After this I carried my wife away from Puy Verdun. “We wandered far—through the southern provinces, and into the very heart of Switzerland. I thought to distance the ghastly phantom, and I fondly hoped that change of scene would bring peace to my wife.
It was not so. Go where we would, the ghost of Andre de Brissac followed us. To my eyes that fatal shadow never revealed itself. That would have been too poor a vengeance. It was my wife’s innocent heart which Andre made the instrument of his revenge. The unholy presence destroyed her life. My constant companionship could not shield her from the horrible intruder. In vain did I watch her; in vain did I strive to comfort her.
“He will not let me be at peace,” she said; “he comes between us, Hector. He is standing between us now. I can see his face with the red mark upon it plainer than I see yours.”
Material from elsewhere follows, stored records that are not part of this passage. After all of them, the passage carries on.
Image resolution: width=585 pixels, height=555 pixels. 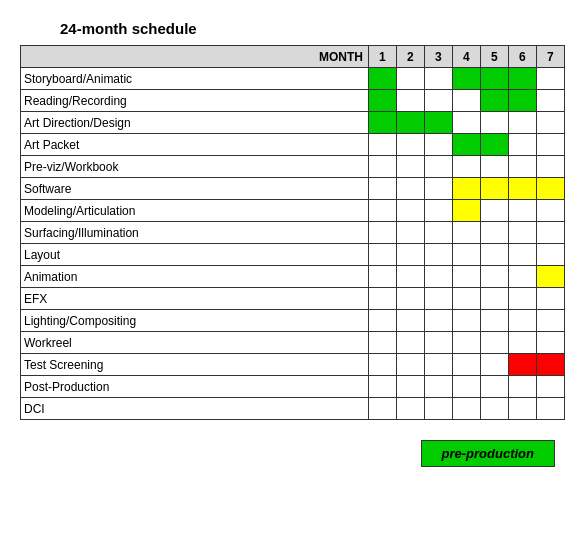 I want to click on page-title: 24-month schedule, so click(x=312, y=28).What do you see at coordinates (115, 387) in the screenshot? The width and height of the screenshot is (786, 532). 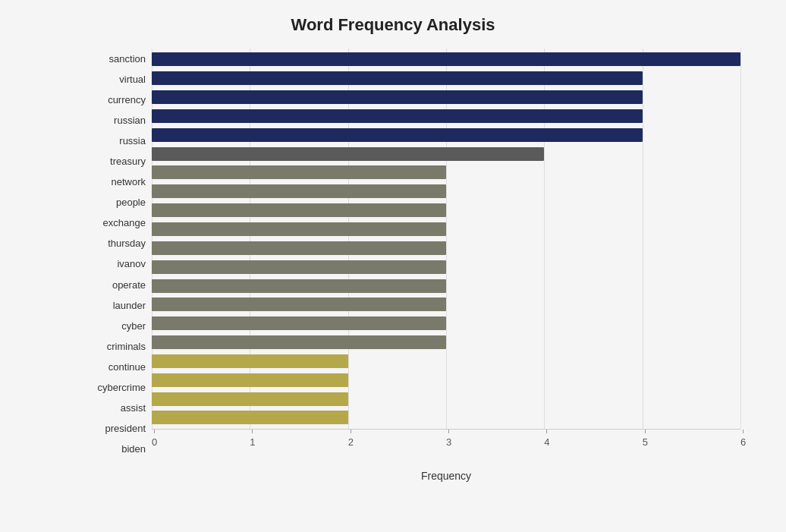 I see `y-label: cybercrime` at bounding box center [115, 387].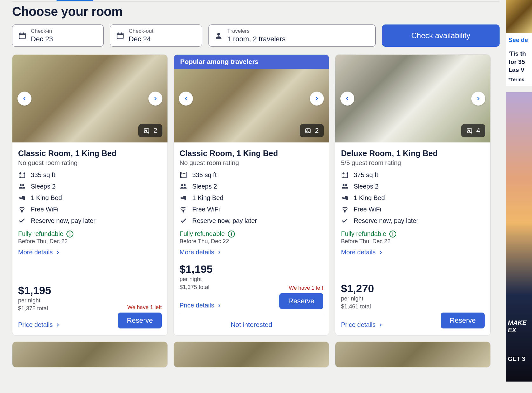 Image resolution: width=532 pixels, height=393 pixels. I want to click on not-interested-link: Not interested, so click(251, 325).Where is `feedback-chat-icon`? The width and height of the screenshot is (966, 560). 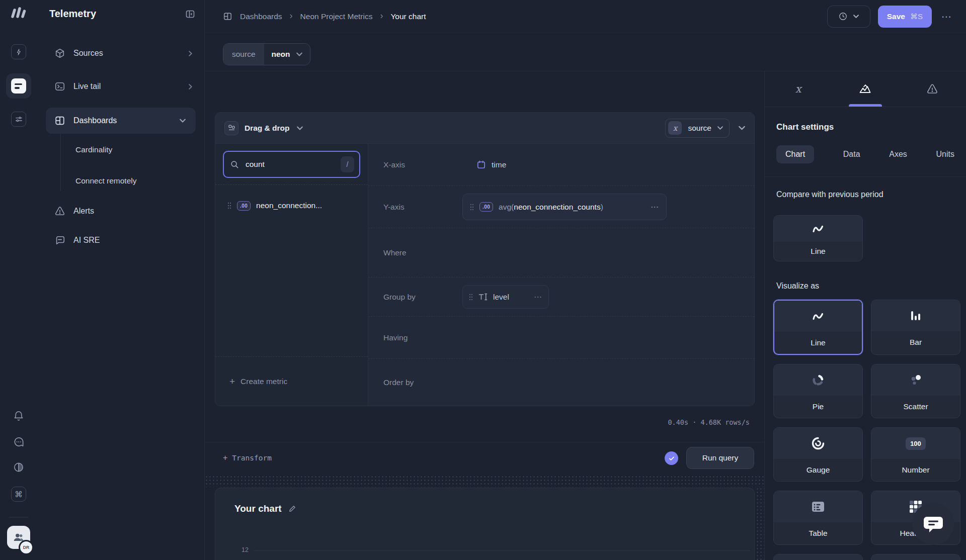
feedback-chat-icon is located at coordinates (19, 442).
One fair moonlight night, when we were together in a mountain village in the Tyrol, my wife cast herself at my feet, and told me she was the worst and vilest of women. “I have confessed all to my director,” she said; “from the first I have not hidden my sin from Heaven. But I feel that death is near
me; and before I die I would fain reveal my sin to you.”
“What sin, my sweet one?”
“When first the stranger came to me in the forest, his presence bewildered and distressed me, and I shrank from him as from something strange and terrible. He came again and again; by and by I found myself thinking of him, and watching for his coming. His image haunted me perpetually; I strove in vain to shut his face out of my mind. Then followed an interval in which I did not see him; and, to my shame and anguish, I found that life seemed dreary and desolate without him. After that came the time in which he haunted the pleasaunce; and—O, Hector, kill me if you will, for I deserve no mercy at your hands!—I grew in those days to count the hours that must elapse before his coming, to take no pleasure save in the sight of that pale face with the red brand upon it. He plucked all old familiar joys out of my heart, and left in it but one weird unholy pleasure—the delight of his presence. For a year I have lived but to see him. And now curse me, Hector; for this is my sin. Whether it comes of the baseness of my own heart, or is the work of witchcraft, I know not; but I know that I have striven against this wickedness in vain.”
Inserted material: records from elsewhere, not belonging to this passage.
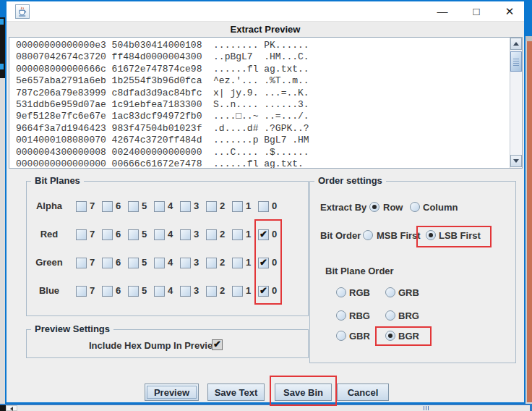 The image size is (532, 411). I want to click on radio-gbr-label: GBR, so click(360, 336).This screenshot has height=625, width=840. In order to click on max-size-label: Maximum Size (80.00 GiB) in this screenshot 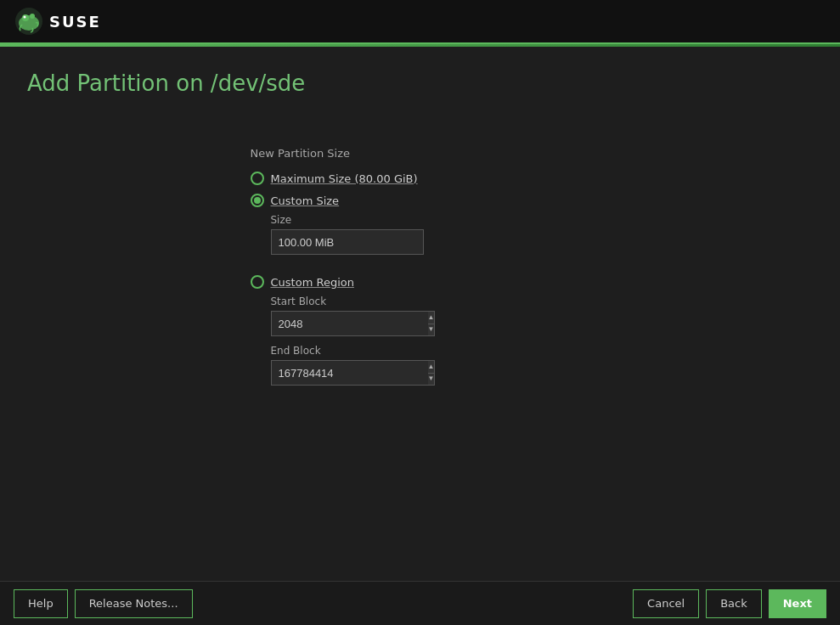, I will do `click(345, 178)`.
I took my wife to my breast, and forgave her. In sooth, what had I to forgive? Was the fatality that overshadowed us any work of hers? On the next night she died, with her hand in mine; and at the very last she told me, sobbing and affrighted, that he was by her side.
SIR EDMUND ORME, by Henry James
Originally published in 1892.
The statement appears to have been written, though the fragment is undated, long after the death of his wife, whom I take to have been one of the persons referred to. There is, however, nothing in the strange story to establish this point, which is, perhaps, not of importance. When I took possession of his effects I found these pages, in a locked drawer, among papers relating to the unfortunate lady’s too brief career (she died in childbirth a year after her marriage), letters, memoranda, accounts, faded photographs, cards of invitation. That is the only connection I can point to, and you may easily and will probably say that the tale is too extravagant to have had a demonstrable origin. I cannot, I admit, vouch for his having intended it as a report of real occurrence—I can only vouch for his general veracity. In any case it was written for himself, not for others. I offer it to others—having full option—precisely because it is so singular. Let them, in respect to the form of the thing, bear in mind that it was written quite for himself. I have altered nothing but the names.